Tuesday 20 March 2012

HCJ - Weber on Bureaucracy (Quotes from reading)

"'Bureau' (French, borrowed into German) is a desk, or by extension an office (as in 'I will be at the office tomorrow'; 'I work at the Bureau of Statistics'). 'Bureaucracy' is rule conducted from a desk or office, i.e. by the preparation and dispatch of written documents - or, these days, their electronic equivalent."

"It is a servant of government, a means by which a monarchy, aristocracy, democracy, or other form of government, rules."

"The king was accompanied also by 'clerks', i.e. clergy, who could read and write, who took along a chest containing records and writing materials; the modern bureaucracy developed from this."

"He also points out, not only government services but also political parties, churches, educational institutions, and private businesses, and many other institutions have bureaucracies."

"There have in history been governments whose members made no distinction in resources, income, expenditure, etc. between public and private."
          - Patrimonial (Roman law term, properties bought and sold)

"The ideal lying behind this is that if the official has any source of income apart from a salary he will not reliably follow the rules. Reliable following of the official rules is one of the highest values in a bureaucracy."

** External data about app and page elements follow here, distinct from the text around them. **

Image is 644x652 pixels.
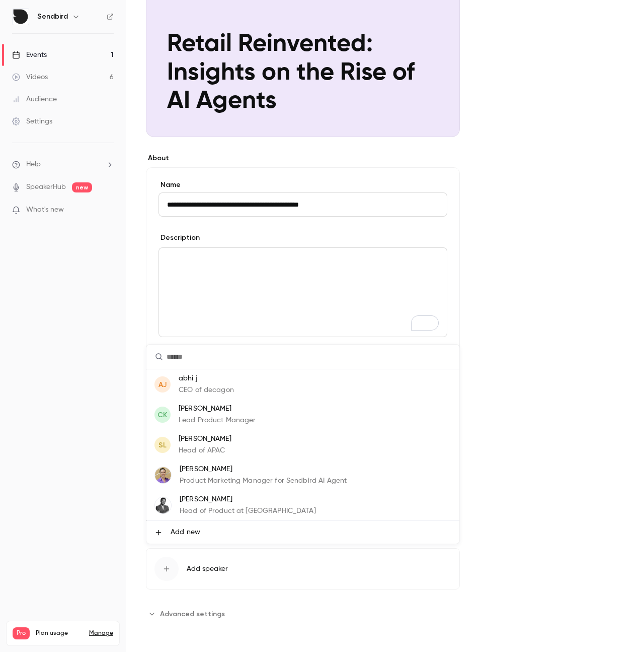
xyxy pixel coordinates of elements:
p: CEO of decagon [179,385,234,395]
p: [PERSON_NAME] [179,464,347,475]
span: CK [158,410,167,420]
p: Product Marketing Manager for Sendbird AI Agent [179,476,347,486]
img: LeighAnne Manwiller [155,467,171,483]
img: Shailesh Nalawadi [155,497,171,513]
p: Head of Product at [GEOGRAPHIC_DATA] [179,505,316,516]
p: Lead Product Manager [179,415,256,426]
p: [PERSON_NAME] [179,494,316,505]
span: AJ [159,379,166,390]
p: abhi j [179,374,234,384]
p: Head of APAC [179,445,232,456]
span: SL [159,440,166,450]
p: [PERSON_NAME] [179,403,256,414]
p: [PERSON_NAME] [179,433,232,444]
span: Add new [171,527,200,538]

"Bureaucrats do not own the 'means of administration' - the computers, the furniture, the files, etc."

"Weber speaks of 'credentialism', the preoccupation evident in modern societies with formal educational qualifications. All these things - credentials, fixed salary, tenure, stability of staffing, Weber incorporates into his ideal type. They are all required, he believes, for the efficient functioning of an administrative machine."

"Another feature is the impersonal application of general rules, both to the outsiders the organization deals with, and to its own staff. The Taxation Commissioner's staff impersonally, objectively, apply the rules to the taxpayer, and their own duties and rights within the organization are defined by rules applied to them impersonally by their superiors. In Weber's mind this is the most important feature of bureaucracy. It underlies the features we have been commenting on up to this point: bureaucrats do not own their equipment or their job, and receive a fixed salary etc., because these things ensure reliable rule-following."

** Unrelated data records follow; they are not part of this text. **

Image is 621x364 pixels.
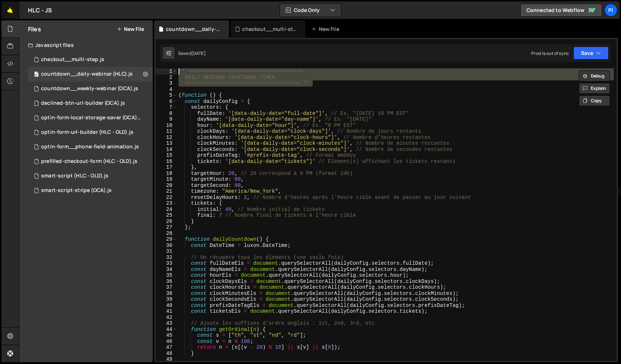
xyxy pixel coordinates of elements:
div: 1 [156,68,177,74]
div: New File [312,25,342,33]
div: 6 [156,99,177,105]
div: checkout__multi-step.js [41,56,104,63]
div: 12485/43913.js [28,169,153,183]
div: 18 [156,170,177,177]
div: 49 [156,356,177,362]
div: 12485/44528.js [28,96,153,110]
div: 45 [156,332,177,338]
div: 20 [156,182,177,188]
div: 42 [156,314,177,321]
div: 8 [156,110,177,117]
div: 24 [156,207,177,213]
div: 28 [156,230,177,236]
div: 36 [156,278,177,284]
div: 41 [156,308,177,314]
div: 3 [156,81,177,87]
div: 4 [156,87,177,92]
div: 44 [156,326,177,333]
div: countdown__weekly-webinar (OCA).js [41,85,138,92]
div: 46 [156,338,177,344]
div: checkout__multi-step.js [242,25,297,33]
button: Save [573,46,609,59]
div: 12485/30566.js [28,154,153,169]
div: 5 [156,92,177,99]
div: declined-btn-url-builder (OCA).js [41,100,125,106]
div: 32 [156,255,177,261]
div: smart-script-stripe (OCA).js [41,187,112,194]
div: 23 [156,200,177,207]
div: countdown__daily-webinar (HLC).js [166,25,221,33]
div: Saved [178,50,206,56]
div: 14 [156,147,177,153]
a: Pi [604,4,617,17]
div: 29 [156,236,177,242]
div: 7 [156,104,177,110]
div: 12485/47516.js [28,139,153,154]
button: Explain [579,83,610,94]
div: 15 [156,152,177,159]
div: Prod is out of sync [531,50,569,56]
div: 48 [156,351,177,357]
div: 22 [156,195,177,201]
div: 26 [156,218,177,225]
div: smart-script (HLC - OLD).js [41,172,108,179]
button: Copy [579,95,610,106]
div: 25 [156,212,177,218]
div: 35 [156,272,177,278]
div: 12485/44535.js [28,67,153,82]
div: 40 [156,303,177,309]
div: HLC - JS [28,6,52,14]
div: 12485/44580.js [28,110,156,125]
div: 16 [156,159,177,165]
div: 12485/36924.js [28,183,153,198]
div: 31 [156,248,177,255]
div: 13 [156,140,177,147]
div: 12 [156,134,177,140]
div: 27 [156,224,177,230]
button: Debug [579,71,610,82]
button: Code Only [280,4,341,17]
div: 17 [156,164,177,170]
div: 34 [156,266,177,273]
div: optin-form__phone-field-animation.js [41,144,139,150]
div: 39 [156,296,177,303]
div: optin-form-local-storage-saver (OCA).js [41,115,142,121]
div: 9 [156,116,177,122]
div: 37 [156,284,177,290]
div: countdown__daily-webinar (HLC).js [41,71,133,77]
div: 19 [156,176,177,182]
div: 11 [156,128,177,134]
div: 43 [156,320,177,326]
div: prefilled-checkout-form (HLC - OLD).js [41,158,137,165]
div: 12485/31057.js [28,125,153,139]
div: 47 [156,344,177,351]
div: 12485/44533.js [28,82,153,96]
div: 30 [156,242,177,248]
div: [DATE] [191,50,206,56]
div: 12485/44230.js [28,52,153,67]
a: 🤙 [2,2,19,19]
h2: Files [28,25,41,33]
div: 33 [156,260,177,266]
span: 0 [34,72,39,78]
div: optin-form-url-builder (HLC - OLD).js [41,129,133,136]
a: Connected to Webflow [520,4,602,17]
button: New File [117,26,144,32]
div: Javascript files [19,38,153,52]
div: 38 [156,290,177,296]
div: 21 [156,188,177,195]
div: 10 [156,122,177,129]
div: 2 [156,74,177,81]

"There are three types: rational, traditional and charismatic. Charismatic authority is regarded as legitimate, and works, because followers are personally devoted to the 'gifted' leader. Traditional authority is regarded as legitimate because everyone has always obeyed whoever was in the leader's position, and no one thinks of disputing his authority. Rational authority is the 'rule of law': it exists in a community in which there is a moral attitude of respect for the law as such, or because the law has been arrived at in a way that is regarded as legitimate. "

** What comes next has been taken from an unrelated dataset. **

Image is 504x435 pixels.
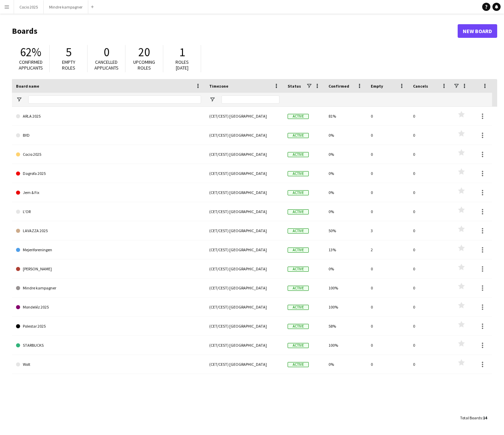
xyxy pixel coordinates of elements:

"Goal-rational behaviour is whatever course of conduct is well-adapted as a means to one's end."

"Rationality of actions is not always determined by their effectiveness in furthering goals, but sometimes by some other sort of relation to values that are not goals, and that goals and other values also can be rational or irrational. For example, to tell a lie may be an effective means of furthering one's goals, but it may violate a moral value, a value that truth-telling serves in some sense other than as a means to achieve a goal; and truthfulness is not a goal, but a 'value' of some other sort"

"'value-rationality', the rationality of goals (and not merely as means to some ulterior goal) and other values, and of actions in their relation (otherwise than as means) to some value."

"Bureaucracy is rational in the following: 'Experience tends universally to show that the purely bureaucratic type of administrative organization... is... capable of attaining the highest degree of efficiency, and is in this sense formally the most rational known means of carrying out imperative control over human beings."